If you’ve ever opened a bag of coffee, received a pouch of beef jerky, or stocked up on emergency food supplies, chances are you’ve already held a mylar bag in your hands you just didn’t know what to call it.
Mylar bags have quietly become one of the most trusted packaging solutions across the United States, from home preppers in rural Montana to cannabis brands in Colorado and coffee roasters in Portland. And for good reason. These bags do something regular plastic packaging simply can’t: they create a near-impenetrable barrier between your product and the outside world.
But here’s the problem most people buying mylar bags for the first time have no idea what thickness they need, which seal type is right for their product, or even what the different size options mean. That confusion often leads to the wrong purchase, wasted money, and products that don’t stay fresh as long as they should.
What Exactly Is a Mylar Bag?
The word “Mylar” gets thrown around a lot in the packaging world, but it’s worth understanding what it actually means.
“Mylar” is technically a brand name it refers to a type of polyester film called BoPET, which stands for biaxially-oriented polyethylene terephthalate. This film was originally developed in the 1950s by DuPont and ICI (Imperial Chemical Industries) and was valued for its exceptional tensile strength and gas-barrier properties. NASA even used it in the Echo II satellite balloon.
Over time, the term “Mylar” became the everyday shorthand for this family of flexible, metallized packaging films. Today, when someone says “mylar bag,” they’re typically referring to a multi-layer flexible pouch that includes:
- An outer layer of polyester (PET) film: this is what gives the bag its printability and tear resistance
- A middle layer of aluminum foil or metallized film: this is the star of the show, blocking out light, oxygen, and moisture
- An inner layer of polyethylene (PE): this food-safe layer is what gets heat-sealed together to close the bag
That three-layer sandwich is what makes Mylar bags so effective. Each layer does a specific job, and together they create a packaging solution that keeps products fresh far longer than standard plastic alternatives.
Why Mylar Bags Work So Well: The Science in Plain English?
You don’t need a chemistry degree to understand why Mylar bags outperform regular plastic bags, but it helps to know the basics.
Three things cause most food and products to degrade over time: oxygen, moisture and light. Mylar bags are engineered to block all three.
- Oxygen speeds up oxidation the same process that makes a cut apple turn brown or butter go rancid. The metallized aluminum layer in a Mylar bag has an extremely low oxygen transmission rate (OTR), meaning very little oxygen can pass through the material over time.

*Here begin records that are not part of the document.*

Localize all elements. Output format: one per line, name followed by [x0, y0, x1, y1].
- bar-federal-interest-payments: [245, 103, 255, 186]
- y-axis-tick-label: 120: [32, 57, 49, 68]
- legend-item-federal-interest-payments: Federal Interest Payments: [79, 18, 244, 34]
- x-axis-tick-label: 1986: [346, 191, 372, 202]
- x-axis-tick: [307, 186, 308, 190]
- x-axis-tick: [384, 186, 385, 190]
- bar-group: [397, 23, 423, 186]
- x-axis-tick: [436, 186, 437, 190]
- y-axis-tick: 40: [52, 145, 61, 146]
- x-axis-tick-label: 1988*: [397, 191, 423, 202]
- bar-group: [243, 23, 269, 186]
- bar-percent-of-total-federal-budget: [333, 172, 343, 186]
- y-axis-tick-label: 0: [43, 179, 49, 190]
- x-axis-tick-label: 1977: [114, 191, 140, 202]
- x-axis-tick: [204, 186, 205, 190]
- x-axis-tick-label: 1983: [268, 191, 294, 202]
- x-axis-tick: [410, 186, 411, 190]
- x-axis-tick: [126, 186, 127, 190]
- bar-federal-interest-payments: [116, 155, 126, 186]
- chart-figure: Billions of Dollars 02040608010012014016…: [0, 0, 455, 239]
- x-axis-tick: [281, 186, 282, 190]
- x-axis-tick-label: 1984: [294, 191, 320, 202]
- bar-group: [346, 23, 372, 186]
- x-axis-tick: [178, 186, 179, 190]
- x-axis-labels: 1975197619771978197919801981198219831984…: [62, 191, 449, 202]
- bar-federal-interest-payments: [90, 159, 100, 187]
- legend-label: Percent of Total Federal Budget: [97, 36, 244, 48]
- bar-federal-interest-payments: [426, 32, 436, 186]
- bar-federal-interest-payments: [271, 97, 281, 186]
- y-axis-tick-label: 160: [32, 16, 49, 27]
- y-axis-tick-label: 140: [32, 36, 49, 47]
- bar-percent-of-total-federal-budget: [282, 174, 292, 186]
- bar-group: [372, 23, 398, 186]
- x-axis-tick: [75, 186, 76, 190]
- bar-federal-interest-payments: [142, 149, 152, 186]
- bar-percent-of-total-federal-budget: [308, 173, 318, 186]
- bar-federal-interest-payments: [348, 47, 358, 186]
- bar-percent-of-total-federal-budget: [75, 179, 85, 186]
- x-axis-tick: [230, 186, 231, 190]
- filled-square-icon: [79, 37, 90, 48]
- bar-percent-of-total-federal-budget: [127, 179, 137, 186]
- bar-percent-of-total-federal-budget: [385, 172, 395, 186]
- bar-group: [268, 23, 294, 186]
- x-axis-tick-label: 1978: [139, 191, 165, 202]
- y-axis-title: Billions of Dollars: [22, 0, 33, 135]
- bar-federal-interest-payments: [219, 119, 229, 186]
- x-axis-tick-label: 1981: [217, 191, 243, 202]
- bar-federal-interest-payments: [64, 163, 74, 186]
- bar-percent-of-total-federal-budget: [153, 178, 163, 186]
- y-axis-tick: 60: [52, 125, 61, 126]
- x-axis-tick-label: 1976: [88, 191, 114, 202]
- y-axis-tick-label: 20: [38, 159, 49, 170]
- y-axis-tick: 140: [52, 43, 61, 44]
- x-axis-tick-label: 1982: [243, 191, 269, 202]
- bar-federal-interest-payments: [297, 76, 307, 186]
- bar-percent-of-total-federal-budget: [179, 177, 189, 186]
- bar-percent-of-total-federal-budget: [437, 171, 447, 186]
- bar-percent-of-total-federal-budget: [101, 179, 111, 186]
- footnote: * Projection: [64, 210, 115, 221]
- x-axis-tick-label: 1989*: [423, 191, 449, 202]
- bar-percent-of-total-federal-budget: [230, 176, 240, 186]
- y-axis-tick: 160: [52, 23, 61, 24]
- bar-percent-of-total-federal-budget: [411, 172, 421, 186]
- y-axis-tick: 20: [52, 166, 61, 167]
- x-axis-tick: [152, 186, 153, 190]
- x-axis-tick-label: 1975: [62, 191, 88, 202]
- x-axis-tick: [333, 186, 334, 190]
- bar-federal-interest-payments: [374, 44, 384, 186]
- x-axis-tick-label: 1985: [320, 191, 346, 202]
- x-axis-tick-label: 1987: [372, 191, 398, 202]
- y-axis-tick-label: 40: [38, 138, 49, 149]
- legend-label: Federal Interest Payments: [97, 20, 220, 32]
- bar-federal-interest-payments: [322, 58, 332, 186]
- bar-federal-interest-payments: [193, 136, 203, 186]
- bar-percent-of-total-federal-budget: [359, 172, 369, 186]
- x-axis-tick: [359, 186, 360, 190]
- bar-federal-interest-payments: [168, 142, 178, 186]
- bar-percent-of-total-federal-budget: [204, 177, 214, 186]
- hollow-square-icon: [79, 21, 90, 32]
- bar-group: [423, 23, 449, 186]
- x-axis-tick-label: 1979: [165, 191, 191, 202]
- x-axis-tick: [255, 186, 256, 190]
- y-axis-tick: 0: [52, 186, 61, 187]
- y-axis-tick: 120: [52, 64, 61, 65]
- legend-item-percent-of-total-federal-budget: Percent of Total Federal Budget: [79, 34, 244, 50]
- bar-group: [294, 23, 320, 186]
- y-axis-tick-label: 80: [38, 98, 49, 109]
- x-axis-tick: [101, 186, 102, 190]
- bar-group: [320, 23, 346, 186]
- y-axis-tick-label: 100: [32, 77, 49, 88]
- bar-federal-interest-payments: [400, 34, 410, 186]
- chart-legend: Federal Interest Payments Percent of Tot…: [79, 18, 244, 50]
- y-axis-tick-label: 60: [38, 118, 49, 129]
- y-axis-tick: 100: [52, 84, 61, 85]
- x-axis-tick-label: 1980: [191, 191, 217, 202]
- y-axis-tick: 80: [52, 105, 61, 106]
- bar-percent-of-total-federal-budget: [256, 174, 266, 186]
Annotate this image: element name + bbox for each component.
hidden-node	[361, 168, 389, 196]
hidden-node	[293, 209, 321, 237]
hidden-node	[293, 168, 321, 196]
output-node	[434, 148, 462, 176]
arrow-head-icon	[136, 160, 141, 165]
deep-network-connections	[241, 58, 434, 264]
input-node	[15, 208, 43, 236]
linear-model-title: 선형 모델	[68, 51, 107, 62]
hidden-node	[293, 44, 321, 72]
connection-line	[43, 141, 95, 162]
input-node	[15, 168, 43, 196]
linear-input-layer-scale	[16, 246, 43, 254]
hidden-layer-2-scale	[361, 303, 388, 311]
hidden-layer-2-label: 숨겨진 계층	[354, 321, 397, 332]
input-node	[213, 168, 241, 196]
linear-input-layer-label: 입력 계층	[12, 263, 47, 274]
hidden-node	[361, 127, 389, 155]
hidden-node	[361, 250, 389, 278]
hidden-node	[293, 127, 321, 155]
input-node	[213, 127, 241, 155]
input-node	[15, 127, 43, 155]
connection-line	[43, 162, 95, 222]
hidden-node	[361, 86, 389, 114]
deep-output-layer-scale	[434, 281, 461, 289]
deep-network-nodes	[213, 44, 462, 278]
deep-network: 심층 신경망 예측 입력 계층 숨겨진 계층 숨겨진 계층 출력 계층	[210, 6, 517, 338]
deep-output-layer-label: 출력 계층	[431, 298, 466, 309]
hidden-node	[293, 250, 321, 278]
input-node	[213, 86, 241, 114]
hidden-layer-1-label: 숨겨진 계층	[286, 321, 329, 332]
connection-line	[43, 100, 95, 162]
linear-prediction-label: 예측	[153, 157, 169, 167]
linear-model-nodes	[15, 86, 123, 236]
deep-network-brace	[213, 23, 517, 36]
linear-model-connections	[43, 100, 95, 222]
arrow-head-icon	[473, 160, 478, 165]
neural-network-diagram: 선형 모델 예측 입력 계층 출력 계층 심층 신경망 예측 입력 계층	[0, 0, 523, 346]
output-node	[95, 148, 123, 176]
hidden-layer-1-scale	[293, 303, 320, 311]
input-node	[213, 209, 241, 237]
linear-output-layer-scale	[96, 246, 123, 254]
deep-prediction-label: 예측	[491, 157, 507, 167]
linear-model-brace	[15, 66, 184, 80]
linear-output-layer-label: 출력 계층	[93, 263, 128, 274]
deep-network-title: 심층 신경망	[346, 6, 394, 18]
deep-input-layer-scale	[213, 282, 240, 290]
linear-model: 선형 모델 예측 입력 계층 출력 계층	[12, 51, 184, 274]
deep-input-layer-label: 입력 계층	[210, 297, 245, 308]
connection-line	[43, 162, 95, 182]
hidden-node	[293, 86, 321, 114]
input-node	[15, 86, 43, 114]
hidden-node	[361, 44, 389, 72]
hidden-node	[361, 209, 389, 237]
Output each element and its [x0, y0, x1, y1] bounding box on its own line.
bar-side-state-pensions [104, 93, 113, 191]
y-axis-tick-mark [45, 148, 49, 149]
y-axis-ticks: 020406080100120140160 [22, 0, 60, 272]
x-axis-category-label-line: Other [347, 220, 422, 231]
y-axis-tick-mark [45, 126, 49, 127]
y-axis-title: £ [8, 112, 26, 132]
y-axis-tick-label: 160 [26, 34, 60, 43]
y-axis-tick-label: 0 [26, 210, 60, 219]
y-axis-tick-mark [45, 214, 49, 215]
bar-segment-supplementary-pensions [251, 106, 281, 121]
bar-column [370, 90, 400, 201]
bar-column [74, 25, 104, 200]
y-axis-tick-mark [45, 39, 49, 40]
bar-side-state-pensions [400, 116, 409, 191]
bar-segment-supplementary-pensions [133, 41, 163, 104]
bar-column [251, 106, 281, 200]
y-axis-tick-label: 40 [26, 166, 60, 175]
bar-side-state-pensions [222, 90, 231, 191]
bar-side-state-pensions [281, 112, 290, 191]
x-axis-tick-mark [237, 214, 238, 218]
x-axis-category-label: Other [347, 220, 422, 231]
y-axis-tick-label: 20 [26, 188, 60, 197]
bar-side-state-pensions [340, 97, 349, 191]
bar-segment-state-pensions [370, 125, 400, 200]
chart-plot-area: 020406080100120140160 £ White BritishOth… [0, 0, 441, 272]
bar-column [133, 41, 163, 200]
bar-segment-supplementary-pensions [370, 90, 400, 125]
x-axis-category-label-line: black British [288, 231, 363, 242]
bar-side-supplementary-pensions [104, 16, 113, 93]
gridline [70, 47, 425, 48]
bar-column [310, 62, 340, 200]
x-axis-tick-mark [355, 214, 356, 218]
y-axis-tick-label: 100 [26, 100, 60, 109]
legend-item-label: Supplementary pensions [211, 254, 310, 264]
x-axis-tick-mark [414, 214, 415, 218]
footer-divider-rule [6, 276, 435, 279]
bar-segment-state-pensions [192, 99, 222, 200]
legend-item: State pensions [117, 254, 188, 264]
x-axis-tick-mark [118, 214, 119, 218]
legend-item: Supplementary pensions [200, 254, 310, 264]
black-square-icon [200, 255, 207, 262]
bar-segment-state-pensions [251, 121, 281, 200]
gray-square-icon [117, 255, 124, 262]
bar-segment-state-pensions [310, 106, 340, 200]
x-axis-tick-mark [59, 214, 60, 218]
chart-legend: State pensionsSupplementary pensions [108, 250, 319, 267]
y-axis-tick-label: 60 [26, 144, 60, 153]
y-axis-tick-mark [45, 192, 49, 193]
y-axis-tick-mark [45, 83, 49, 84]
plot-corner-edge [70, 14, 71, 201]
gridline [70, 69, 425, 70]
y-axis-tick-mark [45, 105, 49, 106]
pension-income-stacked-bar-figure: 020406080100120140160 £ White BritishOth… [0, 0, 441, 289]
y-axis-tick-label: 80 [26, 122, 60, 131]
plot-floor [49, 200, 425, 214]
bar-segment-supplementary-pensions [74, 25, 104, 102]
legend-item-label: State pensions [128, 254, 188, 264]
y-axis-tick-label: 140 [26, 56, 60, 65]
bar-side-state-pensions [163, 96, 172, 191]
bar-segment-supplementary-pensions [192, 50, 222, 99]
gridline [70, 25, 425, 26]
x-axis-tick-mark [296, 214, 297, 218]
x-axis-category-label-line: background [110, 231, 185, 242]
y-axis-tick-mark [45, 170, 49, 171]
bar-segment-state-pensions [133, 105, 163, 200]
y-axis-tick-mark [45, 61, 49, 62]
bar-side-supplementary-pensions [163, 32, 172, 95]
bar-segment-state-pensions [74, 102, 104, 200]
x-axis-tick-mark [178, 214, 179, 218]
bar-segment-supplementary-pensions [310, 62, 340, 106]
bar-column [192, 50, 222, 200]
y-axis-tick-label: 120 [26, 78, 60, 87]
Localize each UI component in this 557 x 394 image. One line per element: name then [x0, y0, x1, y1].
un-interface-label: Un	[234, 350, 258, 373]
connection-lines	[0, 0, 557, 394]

- Moisture is the enemy of anything dry. Even small amounts of water vapor can cause clumping, mold growth, and nutrient breakdown. Mylar bags have a very low water vapor transmission rate (WVTR), which keeps dry goods dry even in humid climates.
- Light especially UV light degrades flavor, color, and nutritional value in many food products. The opaque aluminum layer in most Mylar bags blocks light completely.
This combination is why properly sealed Mylar bags can preserve dry foods for 10 to 30 years in the right conditions. That’s not marketing hype its materials science.
What Are Mylar Bags Used For?
The protective properties of Mylar bags make them useful across a surprisingly wide range of industries. Here’s a look at where they show up most.
Food Storage and Preservation
This is by far the most common use. Mylar bags are the gold standard for storing long-shelf-life dry goods because they keep moisture and oxygen out better than almost any other flexible packaging option.
Common food products stored in Mylar bags include:
- Rice, beans and lentils
- Pasta and flour
- Dried fruits and vegetables
- Coffee beans and ground coffee
- Herbs, spices and seasonings
- Nuts and trail mix
- Pet food and treats
- Freeze-dried meals and emergency food supplies
- Protein powders and health supplements
For home preppers and emergency food storage, Mylar bags paired with oxygen absorbers are the go-to solution for building a long-term food supply.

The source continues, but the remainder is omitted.